Text of Hillary Clinton’s email petition against Bush attack on birth control

Text of Hillary Clinton’s email message about Health and Human Services rewriting regulations to undermine reproductive rights, including links to petition:

Sign the petition

Dear [Nijma],

Since 2001, I have served as the honorary chair of HillPAC, an organization dedicated to helping working families. It is our goal to fight for a better future for every child, and for every family. To keep fighting for those who get up every day, no matter what the odds, and never give in. For those who never back down, and those who always stand their ground. HillPAC works to elect Democratic candidates to office who share these same ideals and goals and I’m proud to serve as the honorary chair and I hope you will join me in this mission.

Right now, I’m working with HillPAC to lead the fight on one very important issue, and we need your help.

The Bush White House is working to rewrite the definition of abortion in federal regulations to include common forms of birth control. This would undermine women’s health and put family planning services in danger. Simply, it puts women at risk — it could even prevent victims of sexual assault from receiving emergency contraceptives.

I need your help to speak up for the health of millions of American women who are in danger, once again, from the latest assault from the Bush administration.

Will you join me in sending a strong message to Health and Human Services Secretary Mike Leavitt to put women’s health ahead of right-wing ideology?

Click here to send a message to the Bush administration asking them to protect women’s health.

Imagine being told common forms of contraception like birth control pills could now fall under the definition of an abortion. This is another assault by the extreme right on the rights and health of women everywhere. They will do anything in their power to impose their beliefs — no matter what the risk to women.

We’ve worked hard to guarantee women have access to a full range of health and family planning services, and we can’t let the right wing undermine those efforts. This issue is far too important not to act, so I hope you’ll join HillPAC and me today in speaking out to protect women’s health.

Tell Bush’s HHS Secretary to protect women’s health!

Thank you for all your support. I’m so happy that we are still working together on vitally important issues like this one.

Sincerely,
Hillary
Hillary Rodham Clinton

Bush Department of Health and Human Services tries to re-write contraception laws

The Bush administration’s Department of Health and Human Services is attempting to redefine abortion to include common contraception methods such as the pill. The legislation is being written now. The proposed legislation could have sweeping effects on women’s health services and could prevent victims of sexual assault from getting emergency contraception.

According to the National Family Planning & Reproductive Health Association (NFPRHA)

…the draft rules propose to re-define abortion to include most modern forms of contraception, a radical new definition that directly contradicts the definitions of pregnancy ascribed to by the American Medical Association, the British Medical Association, and the American College of Obstetricians and Gynecologists, among other leading medical authorities. Defining “abortion” in this manner will limit access to the full range of comprehensive family planning services for women and men most in need of them – the low-income and uninsured beneficiaries of programs like Title X and Medicaid.

Moreover, by potentially invalidating a number of hard-won state laws that protect women’s access to contraceptive services, the draft regulations would be a major step backwards for women’s health. The very laws described as “the problem” in the draft regulations, like the twenty-seven state laws that require equity in prescription coverage for contraceptives, and the eleven state laws requiring the provision of emergency contraception to rape victims in the emergency room – are common-sense, compassionate provisions that are broadly supported by a majority of Americans.

These new regulations could severely limit access to counseling, education, contraception and preventive health services for those who need it most, low-income and uninsured women and men. Americans – including the nine in ten who support federal funding for access to family planning services for those who cannot afford them…

To oppose this legislation, you can send an email message through the National Family Planning & Reproductive Health Association (NFPRHA) |here| and send a message to Health and Human Services Secretary Mike Leavitt through HillPac |here|.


Task prompt >> Please print every record below exactly as it reads.

Information provided >>
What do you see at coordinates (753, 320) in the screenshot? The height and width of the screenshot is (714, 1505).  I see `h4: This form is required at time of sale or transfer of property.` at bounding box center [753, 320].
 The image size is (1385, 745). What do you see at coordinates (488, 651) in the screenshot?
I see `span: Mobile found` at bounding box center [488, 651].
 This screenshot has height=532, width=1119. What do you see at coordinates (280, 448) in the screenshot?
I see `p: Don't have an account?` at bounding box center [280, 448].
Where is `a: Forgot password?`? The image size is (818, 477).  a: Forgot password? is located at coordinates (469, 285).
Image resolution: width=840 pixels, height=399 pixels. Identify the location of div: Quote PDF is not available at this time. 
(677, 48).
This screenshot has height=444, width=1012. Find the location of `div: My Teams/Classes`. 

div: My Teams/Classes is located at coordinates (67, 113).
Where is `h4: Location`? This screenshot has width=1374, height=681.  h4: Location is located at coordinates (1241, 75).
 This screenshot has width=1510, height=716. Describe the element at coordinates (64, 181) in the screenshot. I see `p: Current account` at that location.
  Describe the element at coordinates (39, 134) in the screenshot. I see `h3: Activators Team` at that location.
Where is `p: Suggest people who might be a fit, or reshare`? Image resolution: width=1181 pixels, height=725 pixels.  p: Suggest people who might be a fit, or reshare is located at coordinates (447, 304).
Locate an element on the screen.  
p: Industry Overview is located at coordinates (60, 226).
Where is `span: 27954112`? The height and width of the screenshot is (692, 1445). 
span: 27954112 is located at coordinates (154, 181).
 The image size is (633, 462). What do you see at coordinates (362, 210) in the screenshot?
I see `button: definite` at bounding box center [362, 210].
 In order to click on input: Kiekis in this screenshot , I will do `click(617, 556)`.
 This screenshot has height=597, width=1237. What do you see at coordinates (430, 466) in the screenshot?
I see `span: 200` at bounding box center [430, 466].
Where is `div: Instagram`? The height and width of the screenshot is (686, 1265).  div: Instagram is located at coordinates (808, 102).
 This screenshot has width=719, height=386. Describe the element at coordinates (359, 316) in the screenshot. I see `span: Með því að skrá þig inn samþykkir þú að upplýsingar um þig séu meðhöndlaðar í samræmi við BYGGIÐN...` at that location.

Result of this task >>
What do you see at coordinates (753, 320) in the screenshot? The height and width of the screenshot is (714, 1505).  I see `h4: This form is required at time of sale or transfer of property.` at bounding box center [753, 320].
 The image size is (1385, 745). What do you see at coordinates (488, 651) in the screenshot?
I see `span: Mobile found` at bounding box center [488, 651].
 This screenshot has height=532, width=1119. What do you see at coordinates (280, 448) in the screenshot?
I see `p: Don't have an account?` at bounding box center [280, 448].
Where is `a: Forgot password?`? The image size is (818, 477).  a: Forgot password? is located at coordinates (469, 285).
Image resolution: width=840 pixels, height=399 pixels. Identify the location of div: Quote PDF is not available at this time. 
(677, 48).
This screenshot has height=444, width=1012. Find the location of `div: My Teams/Classes`. 

div: My Teams/Classes is located at coordinates (67, 113).
Where is `h4: Location`? This screenshot has width=1374, height=681.  h4: Location is located at coordinates (1241, 75).
 This screenshot has width=1510, height=716. Describe the element at coordinates (64, 181) in the screenshot. I see `p: Current account` at that location.
  Describe the element at coordinates (39, 134) in the screenshot. I see `h3: Activators Team` at that location.
Where is `p: Suggest people who might be a fit, or reshare`? Image resolution: width=1181 pixels, height=725 pixels.  p: Suggest people who might be a fit, or reshare is located at coordinates (447, 304).
Locate an element on the screen.  
p: Industry Overview is located at coordinates (60, 226).
Where is `span: 27954112`? The height and width of the screenshot is (692, 1445). 
span: 27954112 is located at coordinates (154, 181).
 The image size is (633, 462). What do you see at coordinates (362, 210) in the screenshot?
I see `button: definite` at bounding box center [362, 210].
 In order to click on input: Kiekis in this screenshot , I will do `click(617, 556)`.
 This screenshot has height=597, width=1237. What do you see at coordinates (430, 466) in the screenshot?
I see `span: 200` at bounding box center [430, 466].
Where is `div: Instagram`? The height and width of the screenshot is (686, 1265).  div: Instagram is located at coordinates (808, 102).
 This screenshot has width=719, height=386. Describe the element at coordinates (359, 316) in the screenshot. I see `span: Með því að skrá þig inn samþykkir þú að upplýsingar um þig séu meðhöndlaðar í samræmi við BYGGIÐN...` at that location.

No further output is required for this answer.